Home improvement without a HELOC. LightStream’s home improvement loans go up to $100,000 with terms up to 20 years and no appraisal. For projects under $75,000, this is often faster and cheaper than a home equity loan when you factor in closing costs ($2,000-$5,000 for HELOCs) and the 30-60 day timeline. Your 750 score puts you at the favorable end of LightStream’s rate range.
Major medical or dental expenses. A planned surgery, dental implants, or IVF cycle at 8-10% APR is dramatically cheaper than the 25%+ charged by medical credit cards like CareCredit after their promotional period ends. The fixed rate and term protect you from surprise rate jumps.
Think twice about: vacation financing (will you still be happy paying for last year’s trip in year 3?), vehicle purchases (auto loans are specifically designed for this and often carry lower rates), and anything under $2,000 (the application effort isn’t worth it — use a 0% APR credit card offer instead).
Realistically 7%-11% at fee-free lenders like LightStream and SoFi, depending on loan amount, term, income, and DTI. The absolute floor (6.49% at LightStream) requires near-perfect qualifications beyond just the score. The national average is 12.26%, so you’ll be well below average.
FICO defines “very good” as 740-799 and “excellent” (or “exceptional”) as 800-850. So 750 is very good but not quite excellent. VantageScore’s “excellent” tier starts lower, at 781. Either way, 750 qualifies you for nearly every loan product and rate tier on the market.
Almost never. LightStream, SoFi, Discover, and Citibank all charge zero origination fees and their rates for 750+ borrowers are competitive with fee-charging lenders. The only exception: if a fee-charging lender offers a lower total cost after the fee, which is rare at this credit level.
Up to $100,000 at LightStream and SoFi, assuming your income supports the payments. Most lenders will approve $50,000+ for 750-score borrowers with sufficient income and low DTI. The limiting factor is usually your debt-to-income ratio, not your credit score.
Drop credit utilization below 10%, avoid new credit applications for 2-3 months, dispute any errors on your credit reports, and keep all payments on time. The fastest lever is utilization — paying down card balances can add 20-40 points in one statement cycle.
Rates and terms are subject to change. This is not financial advice. All information is for educational and comparison purposes only. A 750 credit score qualifies you for most personal loan products, but your actual rate depends on income, debt-to-income ratio, loan amount, term, and the specific lender.

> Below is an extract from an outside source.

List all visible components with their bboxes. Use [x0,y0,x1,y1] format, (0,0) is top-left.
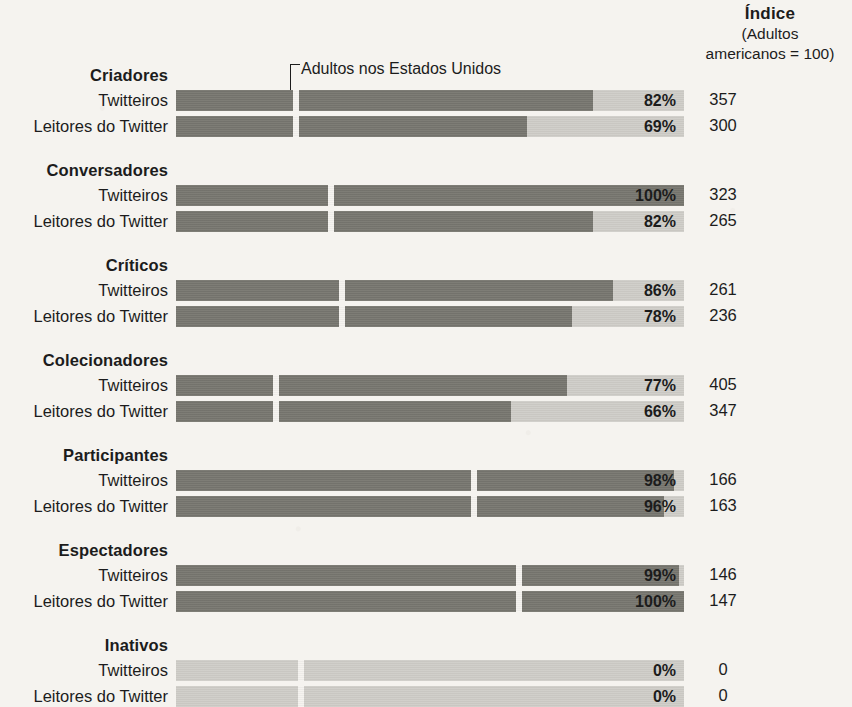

Verify current rates directly with each lender before committing.
SoFi offers large loans up to $100,000 with no fees. Best for borrowers with good credit.
Marcus charges no fees at all — no origination, prepayment, or late fees.
LightStream offers same-day funding, no fees, and a Rate Beat program.
Best Egg has funded over $24 billion in loans. Next-day funding available.
Prosper is a peer-to-peer lending marketplace with loans from $2,000 to $50,000.